23 DECEMBER 1865, Page 20

Featherland. By G. M. Fenn. With illustrations by F. W.

Keyl. (Griffith and Farran.)—The birds at Greenlawn had a fine time of it.

"Not a nest was touched; not a gun was aeon ; the rooks never smelt powder, but built their great awkward nests and punched the lawn about till the grubs used to hold consultations together, and at last determined to emigrate." And in addition to all the creature- comforts provided, there was plenty of intellectual conversation, a fact which Mr. Fenn has proclaimed to the world, he having overheard the birds talking, and taken the valuable notes that are recorded in this volume. We can now learn all about the friendship that exists between Boxer the terrier and Robin of the red waistcoat. Robin, in a pathetic speech, informs Specklems, the starling, and other assembled birds, that ho has been often indebted to his friend Boxer for a sumptuous repast and for a draught of water when all around was ice, and assures them that they may put the greatest trust in his friend's honour. The occasion of the assembly is a thorn in Boxer's nose. Boxer and the birds have a com- mon enemy, Mrs. Puss. She turns his food over in the kitchen until it tastes quite catty, and has often scratched his nose just at the end of his chain, when he is tied up; then with regard to the birds, she has "had her claw down in Mrs. Specklems' nest, with its nasty fish-h3ok end with- in two or three inches of Mrs. Specklems' beak. Boxer has been loose for once and caught Mrs. P. napping ; with much difficulty and loss of hair she has escaped through a gooseberry bush, and left him in the pre- dicament from which the assembly of birds has been convened to relieve him. Induced by the eloquent appeal of him of the red waistcoat, two or three of them "join wings and pull away with a hearty yo-ho, until all at once out comes the thorn and down come the haulers in a heap."

Boxer is delighted, and asks them all to dinner next day, "whilst Mrs. Puss is sitting alone in the coal-cellar, making use of most dreadful cat- language, and determining to serve the birds out some day." There is plenty of this kind of pleasant writing in Featherland, and we think that most children will like to hear how the birds lived at Greenlawn.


■ **PROMPT**
A word-for-word copy of the entries is needed, and it should contain no images.

(Stored dataset items)

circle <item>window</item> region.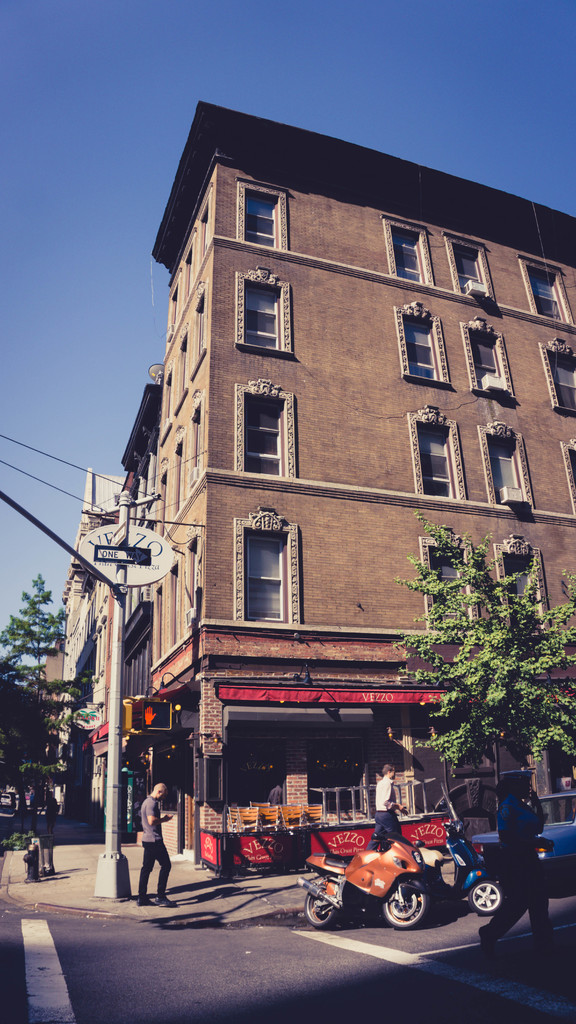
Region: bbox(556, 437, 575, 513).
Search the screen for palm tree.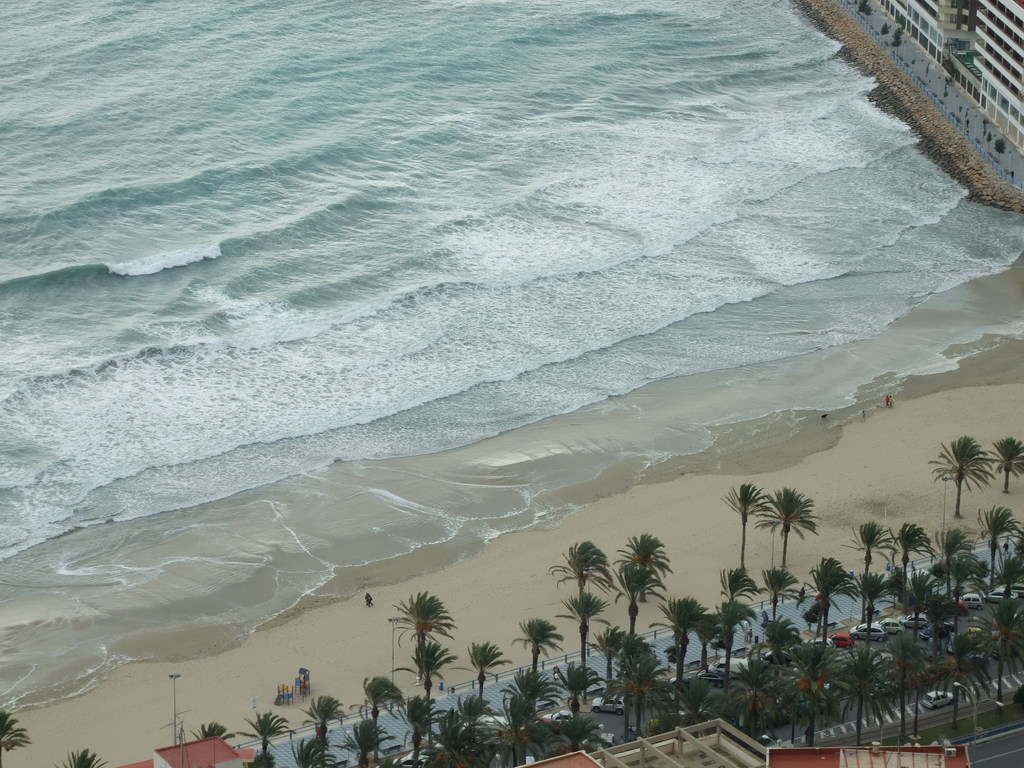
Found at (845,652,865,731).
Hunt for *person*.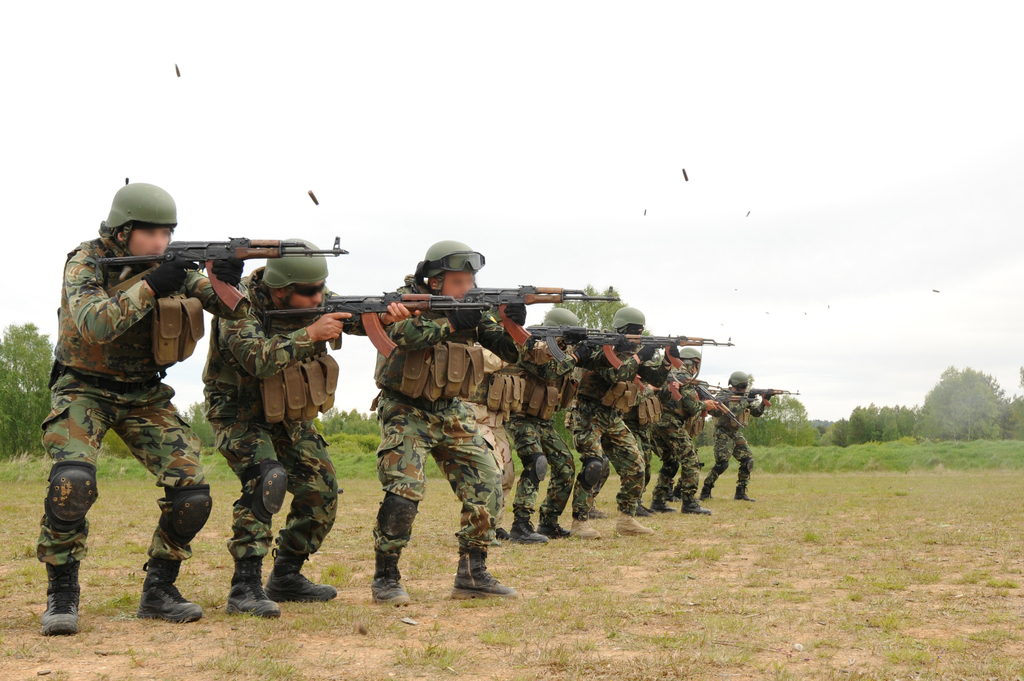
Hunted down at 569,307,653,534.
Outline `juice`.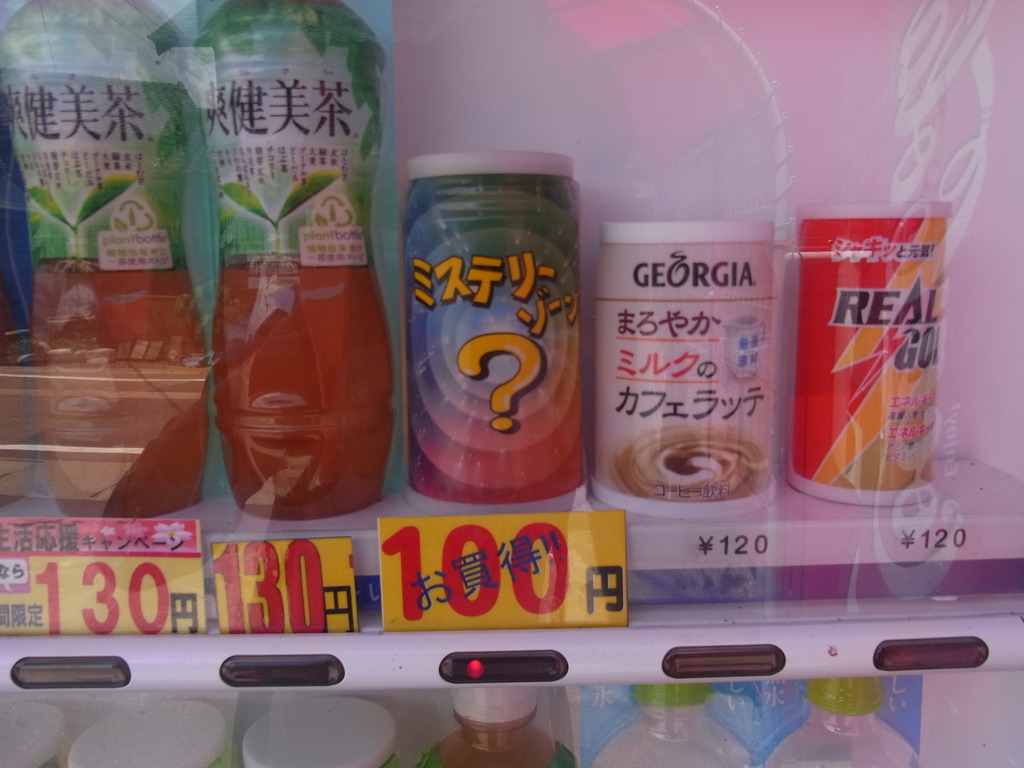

■ **REPLY**
circle <item>window</item> region.
Region: bbox(556, 437, 575, 513).
Search the screen for palm tree.
Found at (845,652,865,731).
Hunt for *person*.
Hunted down at 569,307,653,534.
Outline `juice`.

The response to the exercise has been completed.